Then Mary would answer: “It isn't guff, precious. I never was prouder of you in my life.” And she'd go on to tell me about another of his triumphs, and how he made up speeches of his own sometimes, and would stand on a box and deliver them to his boy friends, though she didn't say how the boys received them. All the while, Hector would stare at me like a neighbour's cat on your front steps, to see what impression it made on me; and I was conscious that he was sure that I knew he was a wonderful boy. I think he felt that everybody knew it. Hector kind of palled on me.
When he was about sixteen, Mary wrote me that she was in great distress about him because he had decided to go on the stage; that he had written to John McCullough, offering to take the place of leading man in his company to begin with.
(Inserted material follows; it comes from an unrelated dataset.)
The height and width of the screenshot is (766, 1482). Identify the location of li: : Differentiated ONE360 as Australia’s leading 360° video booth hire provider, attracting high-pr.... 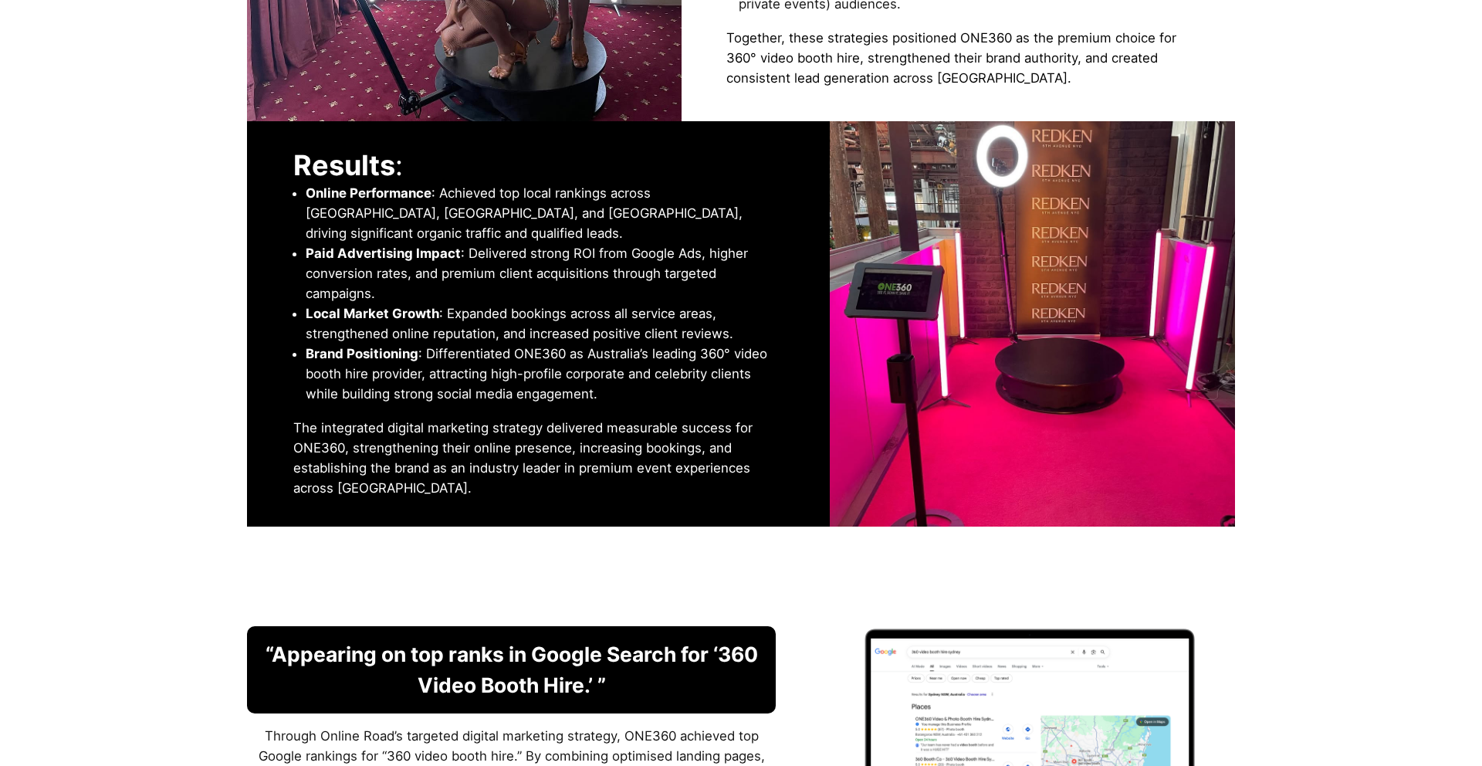
(539, 374).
Mary was sure, she said, that the life of an actor was a hard one; Hector had always been very delicate (I had known him to eat a whole mince pie without apparent distress afterward) and she wanted me to write and urge him to change his mind. She felt sure Mr. McCullough would send for him at once, because Hector had written him that he already knew all the principal Shakespearian roles, could play Brutus, Cassius, or Mark Antony as desired; and he had added a letter of recommendation from the Mayor of their city, declaring that Hector was a finer elocutionist and tragedian than any actor he had ever seen.
The dear woman's anxiety was needless, for she wrote me, with as much surprise as pleasure, two months later, that for some reason Mr. McCullough had not answered the letter, and that she was very happy; she had persuaded Hector to go to college.
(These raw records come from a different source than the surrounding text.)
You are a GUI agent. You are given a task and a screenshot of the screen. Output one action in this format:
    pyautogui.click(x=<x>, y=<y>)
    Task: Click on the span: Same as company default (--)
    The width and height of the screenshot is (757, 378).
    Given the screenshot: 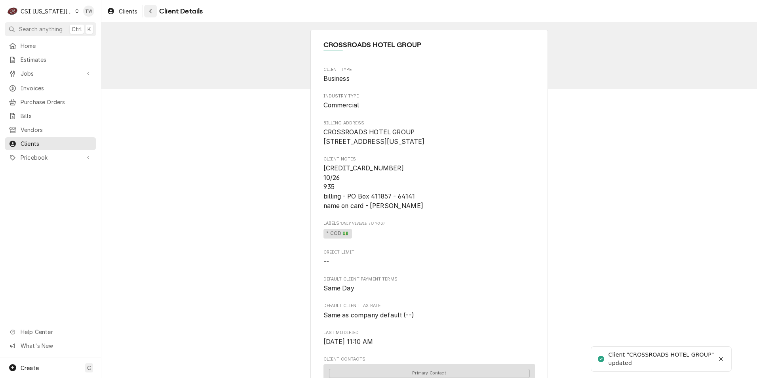 What is the action you would take?
    pyautogui.click(x=369, y=315)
How she kept him there, the first two years, I don't know, for her husband had only left her about four hundred dollars a year. Of course, living in Greenville isn't expensive, but it does cost something, and I honestly believe Mary came near to living on nothing. It was a small college that she'd sent the boy to, but it was a mother's point with her that Hector should be as comfortable as anyone there.
I stopped off at Greenville, one day, toward the end of his second year, but before he'd come home, and I saw how it was. Mary seemed as glad as ever to see me—it was the same old bright greeting that she'd always given me. She saw me from the dining-room window where she was eating her supper, and she came out, running down to the gate to meet me, like a girl; but she looked thin and pale.
I said I'd go right in and have some supper with her, and at that the roses came back quickly to her cheeks. “No,” she said, “I wasn't really at supper; only having a bite beforehand; I'm going up-town now to get the things for supper. You smoke a cigar out on the porch till I get back, and—”
I took her by the arm. “Not much, Mary,” I said. “I'm going to have the same supper you had for yourself.”
So I went straight out to the dining-room; and all I found on the table was some dry bread toasted and a baked apple without cream or sugar. It gave me a pretty good idea of what the general run of her meals must have been.
I had a long talk with her that night, and I wormed it out of her that Hector's college expenses were about twenty-five dollars a month, which left her six to live on. The truth is, she didn't have enough to eat, and you could see how happy it made her. She read me a good many of Hector's letters, her voice often trembling with happiness over his triumphs. The letters were long, I'll say that for Hector, which may have been to his credit as a son, or it may have been because he had such an interesting subject. There was no doubt that he had worked hard; he had taken all the chief prizes for oratory and essay writing and so forth that were open to him; he also allowed it to be seen that he was the chief person in the consideration of his class and the fraternity he had joined. Mary had a sort of humbleness about being the mother of such a son.
But I settled one thing with her that night, though I had to hurt her feelings to do it. I owned a couple of small notes which had just fallen due, and I could spare the money. I put it as a loan to Hector himself; he was to pay me back when he got started, and so it was arranged that he could finish his course without his mother's living on apples and toast.